One of my favorite video game series is Fire Emblem, a series of turn-based strategy games. I won't go into a lengthy description here. In essence, battles are fought on a field overlayed with a grid. Various types of terrain affect the combat. Once units earn enough experience from fighting, they will gain levels and can eventually promote into stronger units. This is a type of gameplay that really appeals to me, though I am terrible at chess. one never has to play a battle the same way twice; you have to form your army and guide it through many battles, making the ultimate fighting machine that suits your approach to saving the world.
After years of not being as good at platformers as my brothers, I discovered the first Fire Emblem released in the United States: Fire Emblem for the Game Boy Advance. The game is also known as Fire Emblem 7 and Fire Emblem: Rekka no Ken, particularly when it is necessary to differentiate it from all the other games in the series before it that were only released in Japan.
I heard about the game and wanted to try it, but not spend money on it immediately, so I downloaded the ROM and played it on my computer. After finishing the tutorial, about ten chapters centered around a girl named Lyn and an inheritance dispute, I decided I loved it.
So my next video game purchase, though not immediate, was the eighth in the series and second in the US, Fire Emblem: The Sacred Stones, also for the GBA. (I eventually managed to acquire a used copy of Seven, with the manual, which was important to me. The game is now out of print.) Gameplay-wise, FE8 is very similar to FE7, with a few minor upgrades. Now there were branching promotion trees! Now my cavaliers didn't just have to be paladins when they grew up, but they could be great knights if they wanted!
Many have criticized number eight for being too easy. In most other games, once the army is done with a battle, it moves on. In Eight, players have the option of returning to towns and forests and liberating them from evil creatures over and over again, allowing units to earn more experience between battles, though if one does this too much, breaking weapons and no income can become a problem.
This game also has branching story paths.

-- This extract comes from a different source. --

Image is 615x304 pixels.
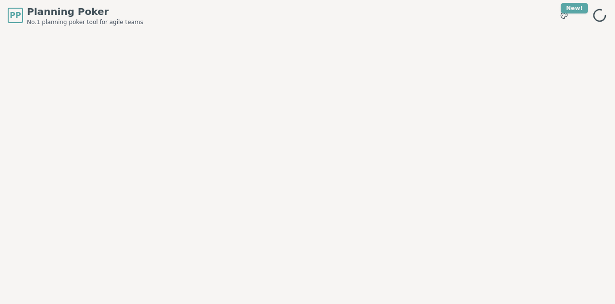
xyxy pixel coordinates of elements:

One may choose to follow Prince Ephraim or Princess Eirika early on. Eventually they meet up again and continue their campaigns as one. Touches like this, and the ability to play FE7 from the point of view of another character after completing the game once, are part of what makes the games full of replay value for me, as well. I am not the sort to play a game once and sell it back. If I think I won't want to play it more than once, I will borrow it or buy it later, when it is on serious sale.
Now that I own both of these games, it may seem a little odd for me to post about them here on a blog about coveting, but I'll try to justify it: the reason the series was even introduced to the United States was the appearance of two characters from previous games, Marth and Roy, in Super Smash Bros. Melee. Fans went nuts over these guys.
And it was tremendously lovely of Nintendo to release for us Rekka no Ken. Truly. But that game, my friends, is a prequel to number six, Fuuin no Tsurugi, the game that featured Roy as its main character. Years later, they remade the first game in the series, Ankoku Ryū to Hikari no Tsurugi, and gave us Marth, but we still haven't seen Roy on this side of the pond, aside from dedicated bilingual fans providing a translation patch for ROMs.
In conclusion, I think Nintendo should hurry up and release Fuuin no Tsurugi over here. The end.
Buy Fire Emblem through Amazon for varying prices.
Buy Fire Emblem: The Sacred Stones through Amazon for almost fifty dollars. Good God. It was thirty at Target when I got my copy.